🤖 AI Summary
This work addresses the core challenge of enabling AI agents to autonomously decide “when to act versus when to seek expert assistance” in dynamic environments. We propose YRC (Learning to Yield and Request Control), a novel paradigm wherein agents are trained without expert interaction but must adapt online during deployment to environmental dynamics and asynchronous expert interventions. Methodologically, we introduce YRC-Bench—the first open-source, multi-domain benchmark for this problem—and design an adaptive control policy grounded in reinforcement learning and online validation, supporting both simulated expert interfaces and Gym-style APIs. Experiments demonstrate that YRC systematically exposes critical trade-offs among generalization capability, expert response latency, and policy robustness. Across diverse environments, it consistently outperforms baselines, establishing a reproducible evaluation standard and empirical foundation for safe, scalable human-AI collaboration.
📝 Abstract
When deployed in dynamic environments, AI agents will inevitably encounter challenges that exceed their individual capabilities. Leveraging assistance from expert agents-whether human or AI-can significantly enhance safety and performance in such situations. However, querying experts is often costly, necessitating the development of agents that can efficiently request and utilize expert guidance.
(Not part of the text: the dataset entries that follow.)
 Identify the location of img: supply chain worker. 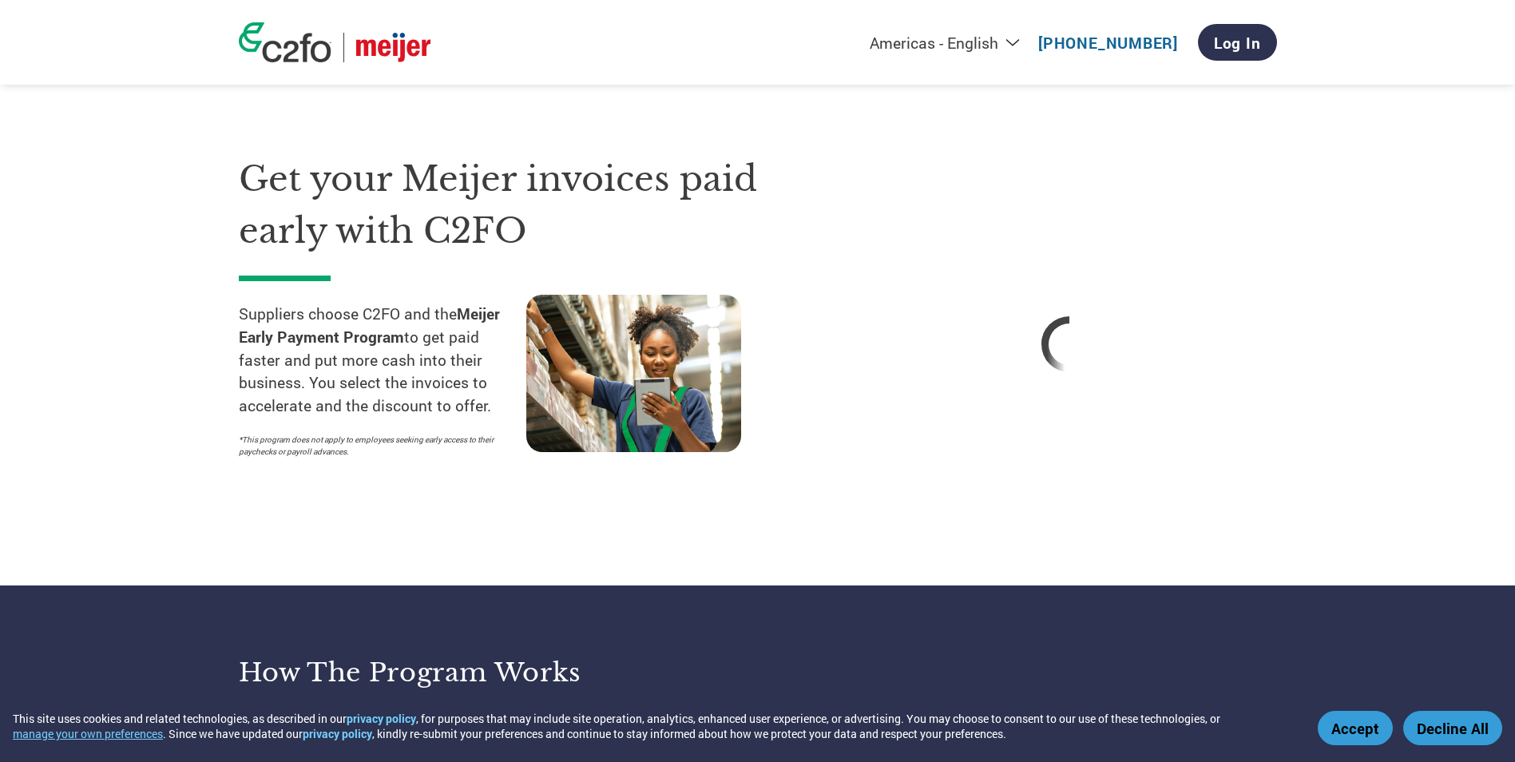
(633, 373).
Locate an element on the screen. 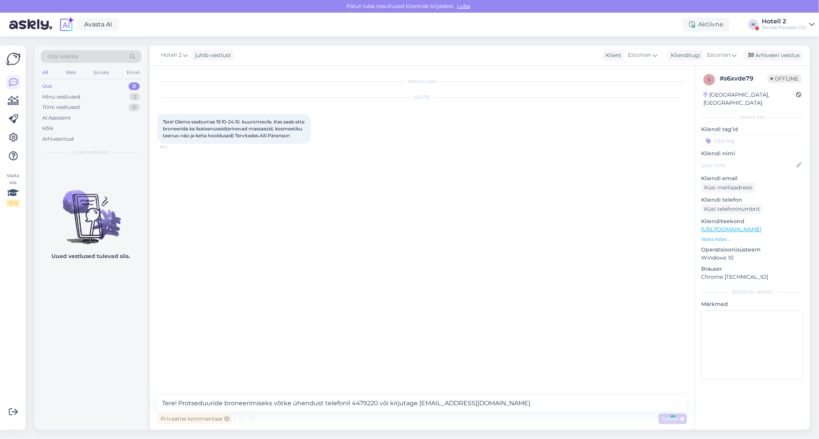  div: AI Assistent is located at coordinates (56, 118).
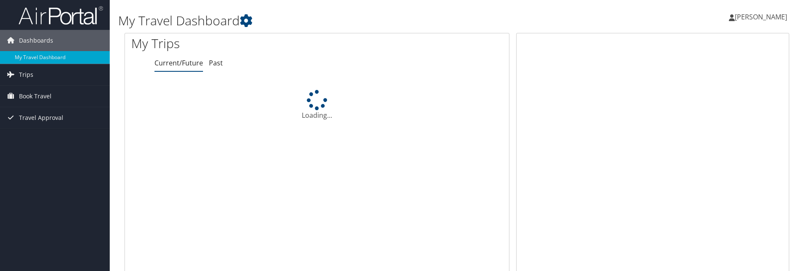  I want to click on span: Travel Approval, so click(41, 118).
In this paper, we introduce a fundamental coordination problem called Learning to Yield and Request Control (YRC), where the objective is to learn a strategy that determines when to act autonomously and when to seek expert assistance. We consider a challenging practical setting in which an agent does not interact with experts during training but must adapt to novel environmental changes and expert interventions at test time. To facilitate empirical research, we introduce YRC-Bench, an open-source benchmark featuring diverse domains. YRC-Bench provides a standardized Gym-like API, simulated experts, evaluation pipeline, and implementation of competitive baselines. Towards tackling the YRC problem, we propose a novel validation approach and investigate the performance of various learning methods across diverse environments, yielding insights that can guide future research.